Nov 7 2007

display: inline-block

I’m not an HTML/CSS guru, but I do know my way around and I do try to use
“semantic HTML” and CSS for styling wherever possible. I hate tables for
layout, if for no other reason than they’re a big mess and hard to read, and I
do all my HTML by hand (or generated programmatically, e.g. by
Markdown,
Markaby, or
Haml).

So I’m a little bit surprised that even lil’ ol’ dabbler me has more than once
wished to put blocks together in an inline-like flow, e.g. for a photo gallery
or other dynamic grid-based layout, and yet the big guys are content to fall
back on tables. Maybe I can afford to be more puritanical as a hobbyist.

I dug into the issue once again, determined to finally grok the CSS box model
and view model once and for all. I don’t know if I got that far, but I do
understand enough about display: block and display: inline to see why it
doesn’t work the way I was hoping it would work. It boils down to a block
element will seek the left edge of its parent.

But, there *is* a way to do precisely what I want to do in CSS 2.1. It’s called display: inline-block, and it says to layout block elements in the inline flow. If you’re still lost about what I’m driving at, there’s a nice live demo and screenshot of display: inline-block at quirksmode.org. Alas, IE and Gecko (Firefox, Mozilla, Camino, etc.) don’t support this display mode. But in browsers that do (e.g. KHTML-based browsers like Konq and Safari), it’s a thing of beauty.

So we need a workaround for Firefox and IE. You could revert to tables if you detect those browsers, but I like to keep the HTML unchanged. You could use float: left, and that works very well unless your blocks are different heights. So you can force your blocks to be the same height, and possibly use overflow: auto to give scrollbars as needed (or hide the overflow or let it just overflow or whatever).

So here’s a little example. The blue blocks use display: inline-block and the green blocks use float: left.

Lorem
ipsum
dolor
sit
amet
The
quick
brown
fox
Lorem
ipsum
dolor
sit
amet
The
quick
brown
fox

Do play around with it by resizing your browser and dusting off that Konquerer or Safari browser to see how the blue blocks look when rendered correctly.

I think it’s a crying shame that firefox doesn’t render this properly. Maybe the complacent table-hugging masses haven’t made enough noise. Let’s make some noise.

While I’m on the subject, I highly recommend css_browser_selector.js method of doing browser-specific CSS.


Jun 14 2006

Flock

I’m giving flock another look tonight and I’m liking what I’m seeing. The RSS reader is at least as good as Safari’s. I’ve been stuck in Safari even though I might rather use Firefox for months now, because I was addicted to the RSS reading, so this is great. Flock looks better in OS X than firefox, although it’s not quite as nicely integrated as Safari.

I have a couple of major gripes. It imported my Safari settings only after I explicitly asked it to, and then it failed to do anything useful with my RSS feeds from Safari. Talk about a wet blanket. So I figured out how to create OPML from Safari and tried to import it. Flock failed to import it. Strike two. So then I decided to try the built-in blogging fun, and I’m not impressed with the stupid editor. Composing blog entries in what is basically the same interface as Netscape Composer ten years past is not my idea of cutting edge. I should have the option of starting out in source mode, but more importantly (since editing HTML is even less fun than using a composer-like interface) I should be able to use Markdown or Textile or whatever I want. I’ll still be using flog for writing my posts.

Nevertheless, flock looks promising indeed, and I may end up using it if I can get my RSS imported.

technorati tags:, , ,

Update: there’s something else right there: my blog has tags, I don’t want tags in the post. Sheesh.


#### Work task:
Whenever a line of the data below holds the string "axis", copy that line.

Figure record listings
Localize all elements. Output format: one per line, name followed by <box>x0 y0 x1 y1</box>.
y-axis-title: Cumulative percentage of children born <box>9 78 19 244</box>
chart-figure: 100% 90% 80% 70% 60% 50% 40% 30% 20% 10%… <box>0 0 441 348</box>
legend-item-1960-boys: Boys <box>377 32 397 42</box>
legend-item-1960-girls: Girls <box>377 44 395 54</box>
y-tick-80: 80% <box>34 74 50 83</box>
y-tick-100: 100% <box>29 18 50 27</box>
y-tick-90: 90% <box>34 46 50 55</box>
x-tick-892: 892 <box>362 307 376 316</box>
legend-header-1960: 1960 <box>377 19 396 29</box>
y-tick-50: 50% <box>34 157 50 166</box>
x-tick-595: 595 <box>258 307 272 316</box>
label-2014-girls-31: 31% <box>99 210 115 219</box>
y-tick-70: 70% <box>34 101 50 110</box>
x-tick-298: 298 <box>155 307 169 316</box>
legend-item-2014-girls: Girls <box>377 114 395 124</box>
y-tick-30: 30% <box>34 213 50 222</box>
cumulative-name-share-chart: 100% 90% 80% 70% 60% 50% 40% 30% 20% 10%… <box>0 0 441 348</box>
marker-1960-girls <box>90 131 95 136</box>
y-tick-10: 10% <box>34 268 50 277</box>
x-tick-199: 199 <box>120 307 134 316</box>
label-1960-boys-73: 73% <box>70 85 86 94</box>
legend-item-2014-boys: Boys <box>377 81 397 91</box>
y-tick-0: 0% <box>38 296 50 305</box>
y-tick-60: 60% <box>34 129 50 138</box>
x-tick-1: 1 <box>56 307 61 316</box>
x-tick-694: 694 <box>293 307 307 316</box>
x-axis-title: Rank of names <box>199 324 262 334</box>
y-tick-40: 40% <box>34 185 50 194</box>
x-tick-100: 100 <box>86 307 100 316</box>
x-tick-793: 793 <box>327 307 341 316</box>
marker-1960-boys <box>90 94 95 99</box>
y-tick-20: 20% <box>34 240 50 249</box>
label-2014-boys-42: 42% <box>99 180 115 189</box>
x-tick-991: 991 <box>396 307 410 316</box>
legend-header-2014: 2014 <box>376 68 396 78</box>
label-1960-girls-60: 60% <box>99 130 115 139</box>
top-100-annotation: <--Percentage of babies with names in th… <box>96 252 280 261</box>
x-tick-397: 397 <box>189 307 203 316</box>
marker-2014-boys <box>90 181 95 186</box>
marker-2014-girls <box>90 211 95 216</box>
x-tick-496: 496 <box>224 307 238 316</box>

#### Task answer:
y-axis-title: Cumulative percentage of children born <box>9 78 19 244</box>
x-axis-title: Rank of names <box>199 324 262 334</box>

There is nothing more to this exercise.